Many years ago, a rich widow who lived in New York City died. In her Last Will and Testament, she left all of her considerable estate to God. Her strange bequest gave rise to legal entanglements. In order to settle the estate, the lawyers in the case made doubly sure that all the proper procedures were followed precisely. They prepared a lawsuit that named God as one of the parties. A summons was issued, requiring God to file a legal response. The summons was delivered to the sheriff, whose responsibility it was to serve such papers. When the sheriff’s final report was delivered to the court, it read:

“After due and diligent search, it has been determined that God cannot be found in New York City.”

“God is love,” Scripture tells us. And sometimes we struggle to reach through to God as if He were far away, as if He were strange and hard to find. Sometimes we are so intent on our search that we pass Him by.

 

God is speaking to us with a thousand voices and revealing Himself in a thousand faces. Looking for God is like looking for the air when all the time we are breathing it all. It is like looking for the sun when all the time we are basking in it. Once we have truly come to recognize God as love, we do not call for Him and agonize for an answer. We see Him everywhere. We see Him looking at us from the eyes of mothers and fathers and sweethearts and wives and husbands and children and neighbors and friends and strangers too, and even enemies. We feel His Presence in every touch of a friendly hand. We hear His voice in every kind word. When we know that God is love, we find Him in every loving thought, word, and deed, and we are one with Him. When we know that God is love, we are never alone.

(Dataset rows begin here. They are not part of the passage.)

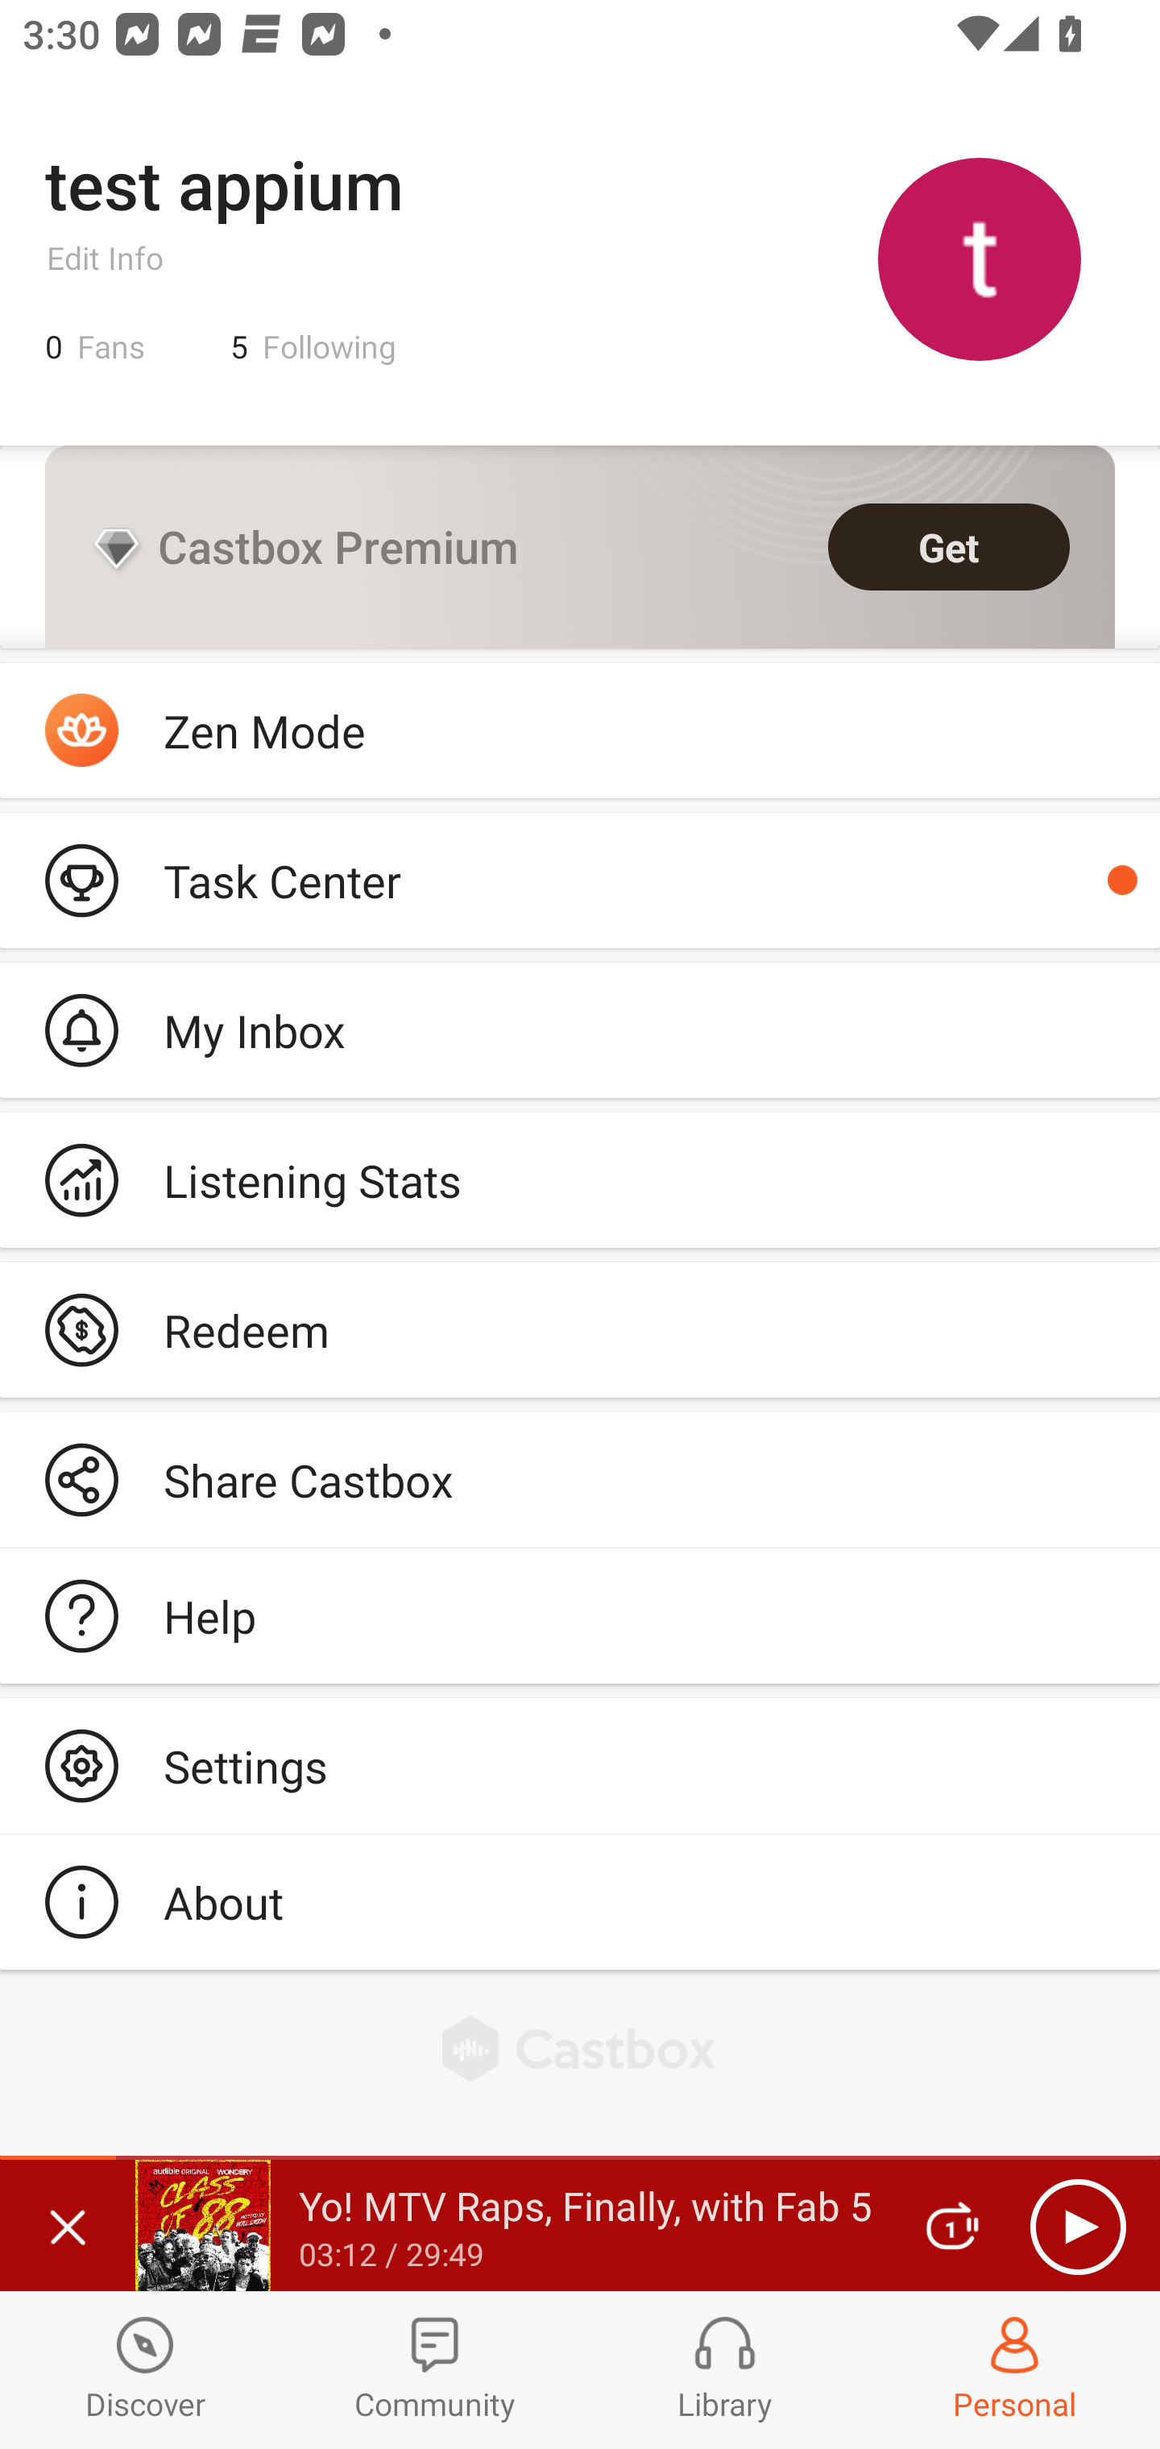  What do you see at coordinates (580, 1480) in the screenshot?
I see ` Share Castbox` at bounding box center [580, 1480].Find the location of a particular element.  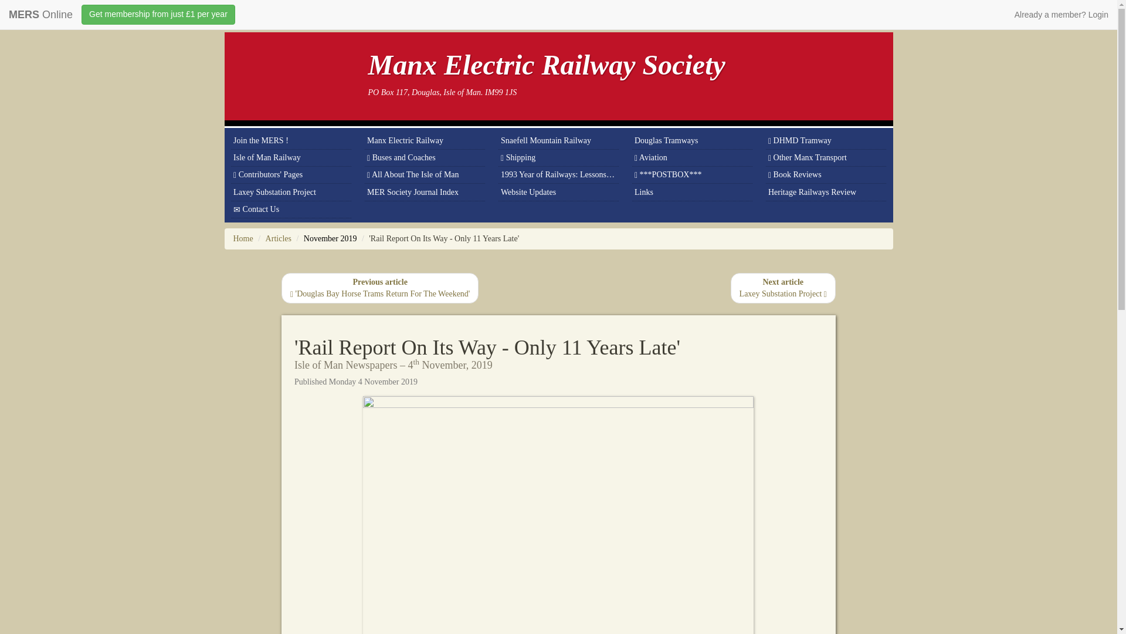

Contact Us is located at coordinates (291, 209).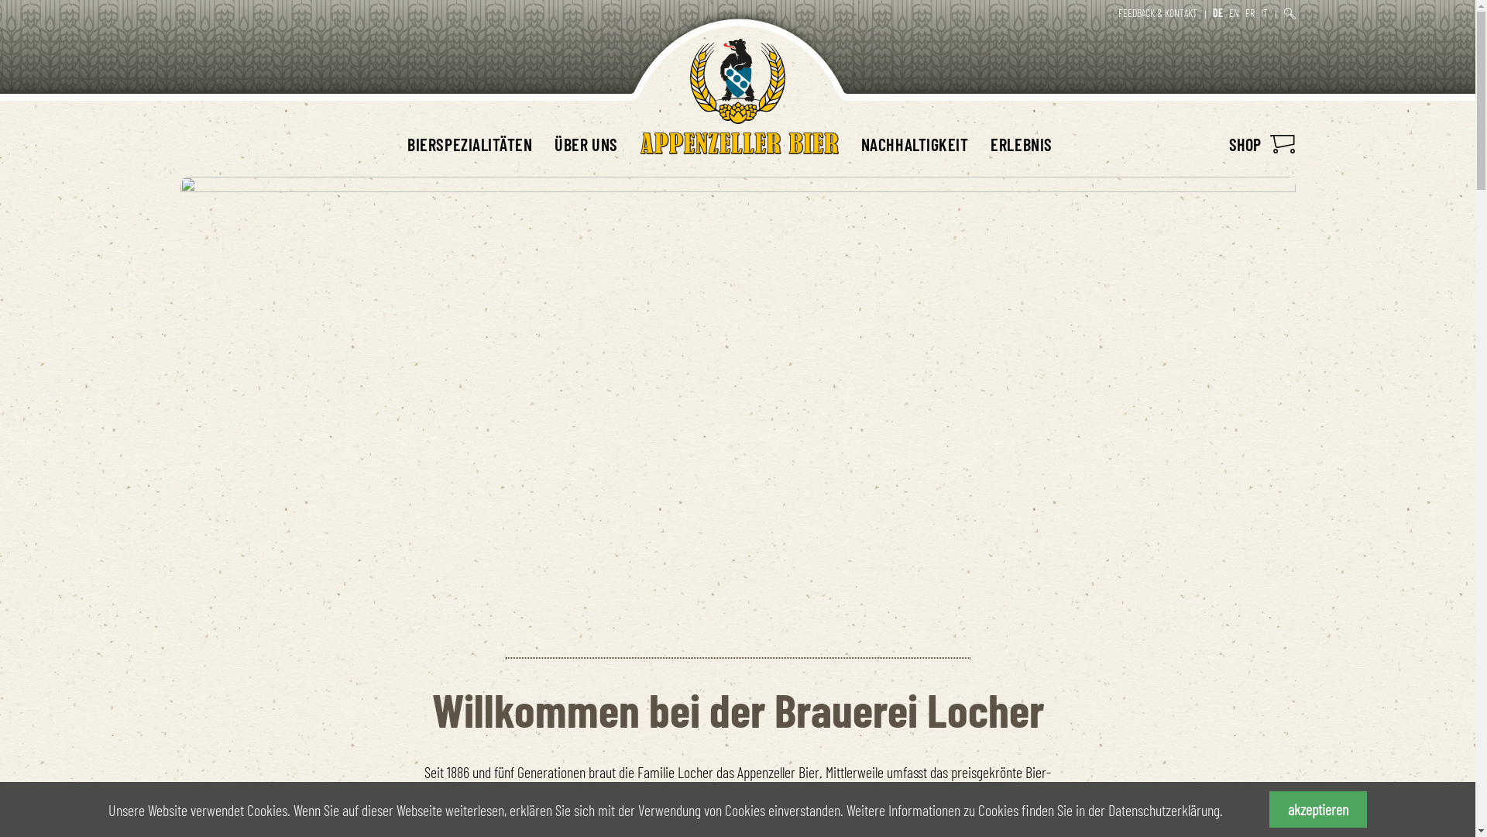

Freeman, J.D., “Love, Loved, Loving” (adapted)

The Big Picture

A woman who was experiencing a variety of emotional problems went to see a psychiatrist about her troubles: her inability to “find herself”; her inability to resolve the question of what her life was all about. “I want to know who I am and what I ought to be doing with my life,” she demanded. After listening to her lament, the psychiatrist wrote a prescription. “Don’t come back until you have used it up,” she said. When the pharmacist read the prescription, he said to the woman, “ I can’t fill this, but you can!”

 

The prescription read, “Spend one hour some Sunday watching the sunrise while walking in a cemetery.” She did and, in so doing, she got in touch with the big picture again.